SHOW ME ONE JEW....

who said Jesus is the Messiah
who didn't lack creativity.

When Felix was the age of 12 in 1821 , Beethoven heard him play and was astounded. By the age of 14 Felix had composed 12 string symphonies and completed his first complete symphony by the age of 15 leaving Queen Victoria to pronounce him the greatest musical genius since Mozart.

It is noteworthy that this greatest classical composer of the early 19th century, also reknown as the greatest Jewish classical composer in all of history, composed the music for the greatest christmas  carol about the birth of the Messiah in Bethlehem  as the Hebrew Scriptures predict (Micah 5:2). Mendelsohn's cantada was adopted as the music for the Christmas carol, "Hark the Herald Angels Sing".

As grandson of the famed Jewish philosopher and founder of the ‘haskala’ (the Jewish enlightenment) Moses Mendelssohn, Felix refused to bow to antisemitism by dropping his Jewish family name to adopt the name bartholdy in order to assimilate. he was rather scorned as a jew by the antisemitic wagner and his music was later banned by Hitler. inspired by the life of Rabbi Saul of Tarsus - that is ‘Paul the Apostle’, a fellow Jew who first opposed belief in Jesus but then followed Jesus as Messiah. Mendelssohn composed his famous ‘St Paul’s oratio’ relating his own life as a Jew to Paul’s. from his Hebrides overture to ‘Hark the Herald angels sing’, this very Jewish musical genius Mendelssohn suffered no lack of creativity.

Felix Mendelssohn

Yes, it is an undeniable fact that the music for the greatest Christmas carol about the birth of the Messiah in Bethlehem was composed by a Jew who believed him to be the Messiah based on the Hebrew Scriptures.

"AND YOU BETHLEHEM EPHRATAH, TOO LITTLE TO BE AMONG THE CLANS OF JUDAH - FROM YOU ONE SHALL GO FORTH FOR ME TO BE RULER IN ISRAEL. HIS GOINGS FORTH ARE FROM LONG AGO, FROM THE DAYS OF ETERNITY."

MICAH 5:2

וְאַתָּ֞ה בֵּֽית־לֶ֣חֶם אֶפְרָ֗תָה צָעִיר֙ לִֽהְיוֹת֙ בְּאַלְפֵ֣י יְהוּדָ֔ה מִמְּךָ֙ לִ֣י יֵצֵ֔א לִֽהְי֥וֹת מוֹשֵׁ֖ל בְּיִשְׂרָאֵ֑ל וּמוֹצָאֹתָ֥יו מִקֶּ֖דֶם מִימֵ֥י עוֹלָֽם׃

מיכה ה:א

The ancient rabbinic sources Targum Yonatan and Targum Palestine as well as Rabbi David Kimchi all confirmed this passage speaks of the King Messiah.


— Task brief —
The answer must be every line of the records in which the string "gridline" appears.

— Records for this exercise —
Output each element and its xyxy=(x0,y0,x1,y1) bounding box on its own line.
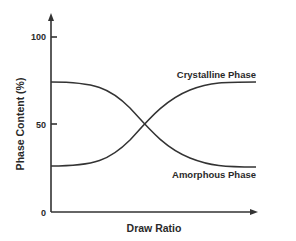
chart: 100 50 0 Phase Content (%) Draw Ratio Cr… xyxy=(0,0,296,241)
crystalline-label: Crystalline Phase xyxy=(177,69,256,80)
amorphous-curve xyxy=(51,82,256,167)
tick-label-100: 100 xyxy=(31,32,46,42)
y-axis-label: Phase Content (%) xyxy=(14,78,26,171)
y-axis-arrow-icon xyxy=(48,13,54,21)
amorphous-label: Amorphous Phase xyxy=(172,169,256,180)
crystalline-curve xyxy=(51,82,256,166)
tick-label-0: 0 xyxy=(41,208,46,218)
tick-label-50: 50 xyxy=(36,120,46,130)
x-axis-arrow-icon xyxy=(250,209,258,215)
x-axis-label: Draw Ratio xyxy=(127,222,182,234)
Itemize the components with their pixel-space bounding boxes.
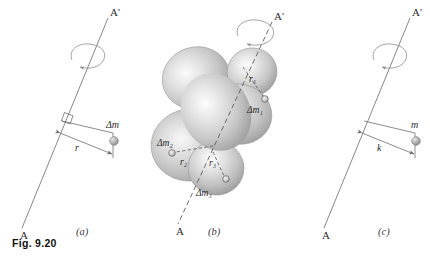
figure-caption: Fig. 9.20 <box>12 237 57 249</box>
distance-label-r3: r₃ <box>209 158 216 168</box>
distance-label-k: k <box>377 142 382 153</box>
mass-particle-delta-m <box>110 137 119 146</box>
distance-label-r1: r₁ <box>249 74 256 84</box>
axis-bottom-label-b: A <box>176 225 184 237</box>
rotation-arrow-icon-c <box>373 44 407 68</box>
axis-bottom-label-c: A <box>322 229 330 241</box>
mass-particle-delta-m1 <box>262 96 269 103</box>
mass-particle-delta-m3 <box>223 176 230 183</box>
axis-top-label-b: A' <box>274 10 284 22</box>
rotation-axis-line-c <box>324 18 410 228</box>
distance-arrow-r <box>60 133 112 154</box>
mass-label-m: m <box>411 119 418 130</box>
mass-particle-delta-m2 <box>169 150 176 157</box>
mass-label-delta-m1: Δm₁ <box>246 105 263 115</box>
distance-label-r: r <box>75 142 79 153</box>
distance-arrow-k <box>362 133 414 154</box>
figure-container: A' A r Δm (a) <box>0 0 430 263</box>
panel-c: A' A k m (c) <box>322 6 422 241</box>
rotation-arrow-icon-a <box>71 44 105 68</box>
axis-top-label-a: A' <box>110 6 120 18</box>
distance-label-r2: r₂ <box>180 157 188 167</box>
mass-particle-m <box>412 137 421 146</box>
axis-top-label-c: A' <box>412 6 422 18</box>
rigid-body-shape <box>146 38 281 199</box>
panel-b: A' A r₁ Δm₁ r₂ Δm₂ r₃ Δm₃ (b) <box>146 10 284 238</box>
panel-a: A' A r Δm (a) <box>20 6 120 241</box>
mass-label-delta-m: Δm <box>105 119 119 130</box>
mass-label-delta-m2: Δm₂ <box>156 138 173 148</box>
panel-letter-c: (c) <box>378 226 390 238</box>
upper-guide-c <box>364 121 415 133</box>
mass-label-delta-m3: Δm₃ <box>195 188 212 198</box>
panel-letter-b: (b) <box>208 226 221 238</box>
rotation-arrow-icon-b <box>237 20 274 45</box>
rotation-axis-line-a <box>22 18 108 228</box>
figure-canvas: A' A r Δm (a) <box>0 0 430 263</box>
panel-letter-a: (a) <box>76 226 89 238</box>
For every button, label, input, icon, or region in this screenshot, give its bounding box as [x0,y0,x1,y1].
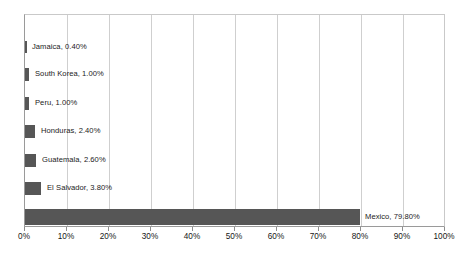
bar-mexico[interactable] [25,209,360,225]
x-tick-label-20: 20% [100,233,116,241]
x-tick-label-60: 60% [268,233,284,241]
gridline-40 [193,15,194,226]
bar-label-jamaica: Jamaica, 0.40% [32,43,87,51]
x-tick-mark-0 [24,227,25,231]
bar-guatemala[interactable] [25,154,36,167]
x-tick-label-100: 100% [434,233,455,241]
x-tick-mark-50 [234,227,235,231]
x-tick-mark-30 [150,227,151,231]
gridline-90 [403,15,404,226]
bar-label-peru: Peru, 1.00% [35,99,77,107]
x-tick-label-50: 50% [226,233,242,241]
bar-south-korea[interactable] [25,68,29,81]
x-tick-mark-90 [402,227,403,231]
bar-jamaica[interactable] [25,41,27,53]
bar-label-honduras: Honduras, 2.40% [41,127,100,135]
x-tick-label-0: 0% [18,233,30,241]
plot-area: Jamaica, 0.40% South Korea, 1.00% Peru, … [24,14,445,227]
x-tick-mark-60 [276,227,277,231]
gridline-60 [277,15,278,226]
x-tick-label-80: 80% [352,233,368,241]
gridline-30 [151,15,152,226]
bar-chart: Jamaica, 0.40% South Korea, 1.00% Peru, … [0,0,475,265]
x-tick-label-30: 30% [142,233,158,241]
bar-honduras[interactable] [25,125,35,138]
bar-peru[interactable] [25,97,29,110]
x-tick-mark-10 [66,227,67,231]
x-tick-label-40: 40% [184,233,200,241]
x-axis: 0% 10% 20% 30% 40% 50% 60% 70% 80% 90% 1… [24,227,445,247]
bar-label-el-salvador: El Salvador, 3.80% [47,184,112,192]
gridline-70 [319,15,320,226]
bar-el-salvador[interactable] [25,182,41,195]
x-tick-mark-70 [318,227,319,231]
bar-label-south-korea: South Korea, 1.00% [35,70,104,78]
bar-label-guatemala: Guatemala, 2.60% [42,156,106,164]
x-tick-mark-40 [192,227,193,231]
x-tick-mark-80 [360,227,361,231]
x-tick-label-10: 10% [58,233,74,241]
gridline-80 [361,15,362,226]
x-tick-label-90: 90% [394,233,410,241]
x-tick-mark-20 [108,227,109,231]
x-tick-label-70: 70% [310,233,326,241]
gridline-20 [109,15,110,226]
x-tick-mark-100 [444,227,445,231]
gridline-50 [235,15,236,226]
bar-label-mexico: Mexico, 79.80% [365,213,420,221]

— Response —
gridline-40 [193,15,194,226]
gridline-90 [403,15,404,226]
gridline-60 [277,15,278,226]
gridline-30 [151,15,152,226]
gridline-70 [319,15,320,226]
gridline-80 [361,15,362,226]
gridline-20 [109,15,110,226]
gridline-50 [235,15,236,226]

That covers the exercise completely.